* **Your goal**
Your output should be the lines of the data that follow, reproduced exactly from the first through the line bearing "Task: Click on".

Source data
--- START ---

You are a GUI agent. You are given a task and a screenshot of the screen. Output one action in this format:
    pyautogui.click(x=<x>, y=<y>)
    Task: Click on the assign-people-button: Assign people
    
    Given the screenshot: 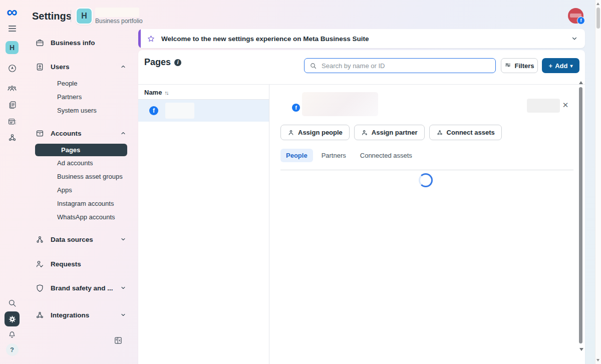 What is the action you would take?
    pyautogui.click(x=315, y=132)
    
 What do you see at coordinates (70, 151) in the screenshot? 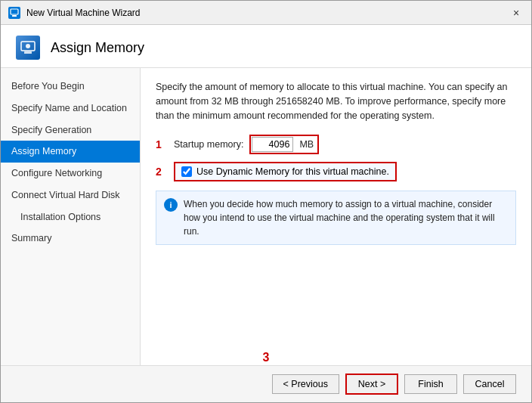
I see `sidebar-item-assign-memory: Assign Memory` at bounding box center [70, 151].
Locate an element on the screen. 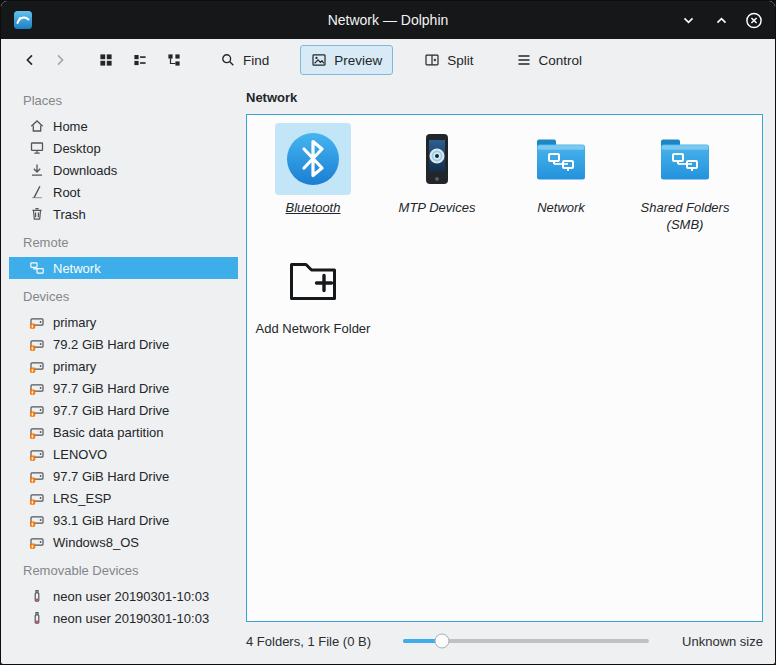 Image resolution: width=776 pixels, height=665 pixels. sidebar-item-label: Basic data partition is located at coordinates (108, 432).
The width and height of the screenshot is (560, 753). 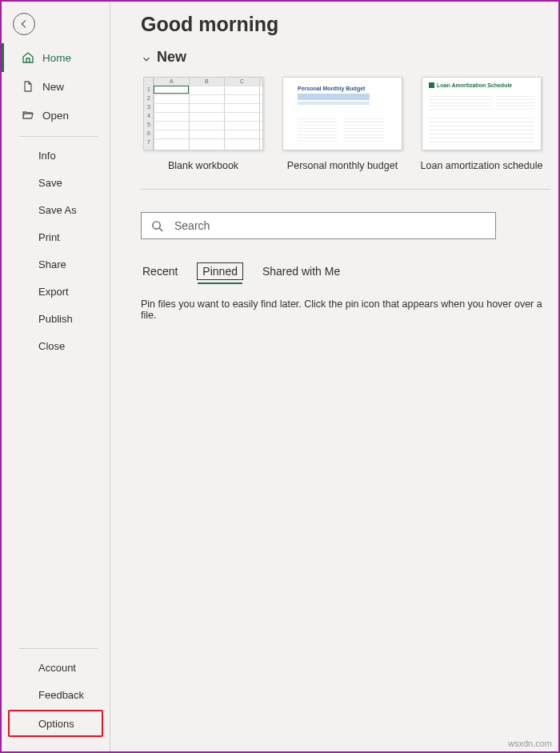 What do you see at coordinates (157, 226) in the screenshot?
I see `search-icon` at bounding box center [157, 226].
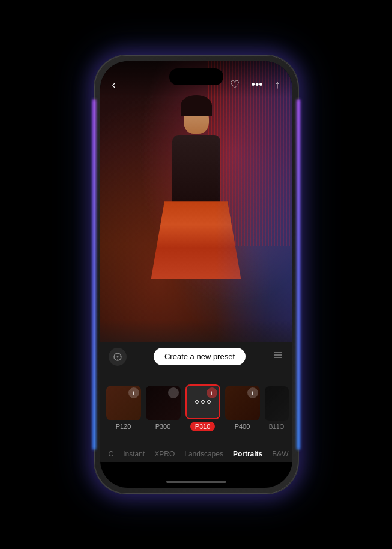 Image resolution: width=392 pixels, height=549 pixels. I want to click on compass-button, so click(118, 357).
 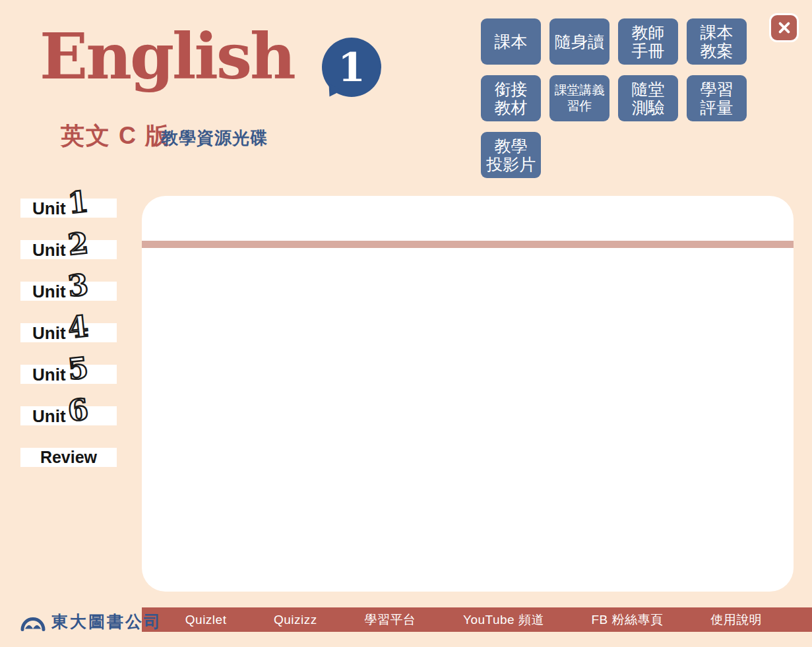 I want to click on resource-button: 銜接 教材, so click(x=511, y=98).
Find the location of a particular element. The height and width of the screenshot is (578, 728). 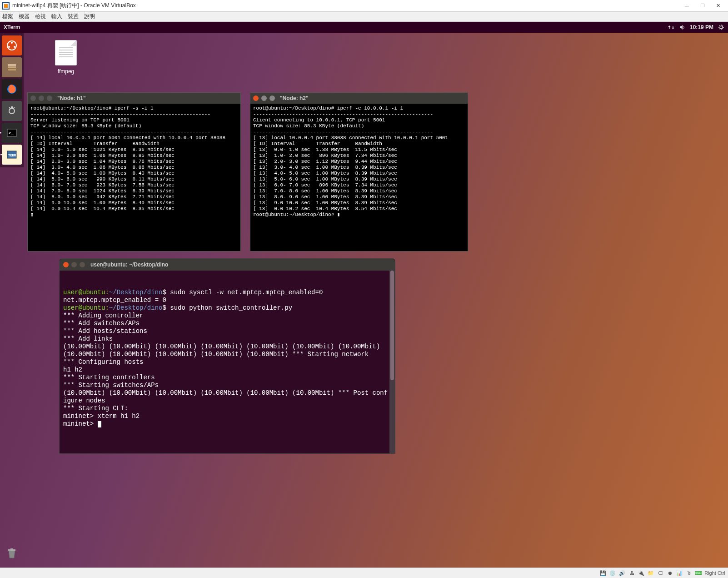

--- END ---

* **Task solution**
You are a GUI agent. You are given a task and a screenshot of the screen. Output one action in this format:
    pyautogui.click(x=<x>, y=<y>)
    Task: Click on the assign-people-button: Assign people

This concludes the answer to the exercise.